Should We Give Fitbits to Trees?

Have you ever looked at a tree sway in the wind? It looks so peaceful. It’s kind of a hypnotic back and forth of life interacting with air. Scientists get just as excited as lay people by a tranquil, beautiful tree. However, they also see data in motion. The way a tree moves says a lot about its biology, local hydrology and the landscape at large. The best way to measure a tree’s swaying is to strap a fitness tracker to its trunk with waterproof duct tape.

Using off the shelf accelerometers, researchers have been quantifying how trees sway differently over time. When they are warmer or colder, hydrated or dehydrated, weighed down by snow or unburdened, all of these factors must be taken into account. Deidre Jaeger, an ecologist out of the University of Colorado Boulder, likes to call these devices ‘fitbits for trees’. These devices provide a high-resolution monitoring of tree activity, just like we have high-resolution monitoring of our activity as human beings. These monitors, such as fitbits, give us metrics on how much energy we burn or how much sleep did we get?

Researchers are really interested in monitoring how much water trees are capturing. Measuring precipitation isn’t as easy as tracking how much water falls out of the sky and soaks into the ground as liquid or becomes part of the snowpack. Trees actually intercept much of this water by gathering rain and snow in their canopies. In fact, depending on the kind of forest, up to half of the snowfall gets stuck in the canopy which means that it just sits there, baking in the sun and evaporating much of the water away. As a result, this robs the underlying environment of moisture. Snow that falls to the ground is shaded so it takes longer to melt.

By using these accelerometers, scientists have a new way of measuring how much rain or snow a particular tree in a forest ends up intercepting. Oregon State hydrologist, Mark Raleigh says, “how much of that (rain or snow) actually gets to the ground is kind of a big question.” He goes on to say, “We can make measurements on the ground after it’s fallen down, but there’s a lot of interest in how we might predict that, especially if you’re trying to think of how you manage a forest and water resources.”

In 2014, Raleigh’s team went into the wilds of Colorado and found two trees next to a tower that was already gathering other scientific projects. They sealed accelerometers in plastic baggies and taped them to the trees. Like a Fitbit, these devices could measure minute movements such as the unique sway patterns that indicate how burdened the canopy is with snow.

The researchers took these measurements 12 times a second for six years, giving the researchers an extremely detailed data set on how the two trees moved. Raleigh says that they basically “oscillate when activated by the motion of the wind.” He adds, “the frequency at which a tree will sway not only depends on mass, but also how rigid the tree is.”

Both of these variables constantly change throughout the year. In the winter, the trees freeze, which stiffens them, and they are burdened snow, which increases their mass. In summer, the trees shed that snow mass and warm up and loosen. Raleigh’s team also had temperature readings so they could track how rigidity and mass changed over the seasons. They further confirmed how much snow had accumulated on the branches by training cameras on the trees. They’re looking for “drops in the tree sway frequency that tells us there’s mass being added.” Stated another way – trees weighed down with snow swayed more slowly, taking longer to complete a back and forth cycle.

When it rains, the tree soaks up water through its roots, adding to its mass, and it gets more top-heavy as water accumulates on its leaves. Further complicating matters is the fact that, as the rain stops and temperatures rise again, the tree dries out from the top where it basks in the sun to the bottom where it’s shaded by surrounding trees. As a result, there’s a greater distribution of mass of intercepted water near the base of the canopy. That mass distribution, if it’s lower on the canopy, will make the tree sway a little bit faster than if that same mass were distributed higher up on the tree.

All of this shows up in the accelerometer’s data. In fact, with the tree fitbit, you can monitor multiple processes at once. In the case of water stress and how stressed out a tree gets, that also indicates how much moisture is in the soil. Jaeger, for her part, is studying how accelerometers can provide similar data for urban trees. Just as an evergreen in a forest gains mass as it accumulates snow, deciduous trees in a backyard or park pile on the mass as they flower and lose it again when they drop their leaves in the fall.

Accelerometers strapped to trees won’t displace traditional sensors but could complement them. Some researchers are considering using video cameras to ‘spy’ on trees. Video would give researchers data on the collective movement of many trees at once which is something an accelerometer cannot do. Of course, the research is still in its infancy stages (well, relatively speaking of course). The important thing to note is that researchers are actively working on figuring out this puzzle.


#### Instructions to follow:
Starting at the line that contains "Identify the location", write out each line through the end of the data below, exactly as it stands. Skip any pictures.
------ Records ------
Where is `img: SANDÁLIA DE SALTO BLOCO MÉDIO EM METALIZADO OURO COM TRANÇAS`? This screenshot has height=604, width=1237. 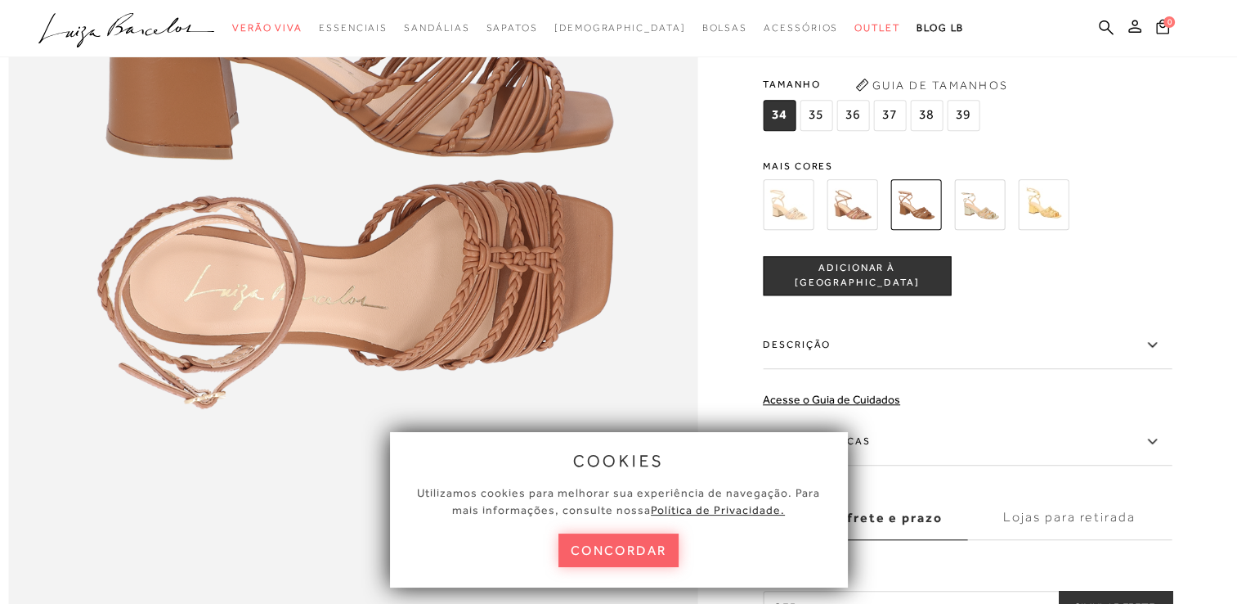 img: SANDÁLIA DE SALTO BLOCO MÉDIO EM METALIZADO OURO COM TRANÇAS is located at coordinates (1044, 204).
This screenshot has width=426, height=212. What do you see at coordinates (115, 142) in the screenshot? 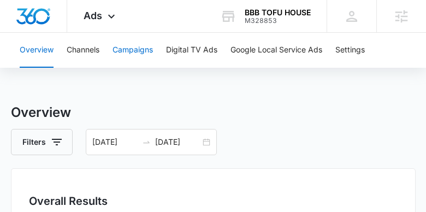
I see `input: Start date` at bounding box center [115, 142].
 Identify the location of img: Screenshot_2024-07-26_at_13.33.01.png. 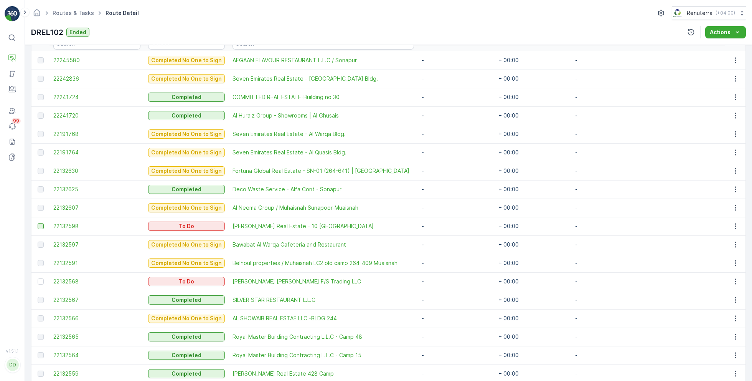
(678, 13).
------
#### Answer box:
 Identify the location of img: Screenshot_2024-07-26_at_13.33.01.png. 
(678, 13).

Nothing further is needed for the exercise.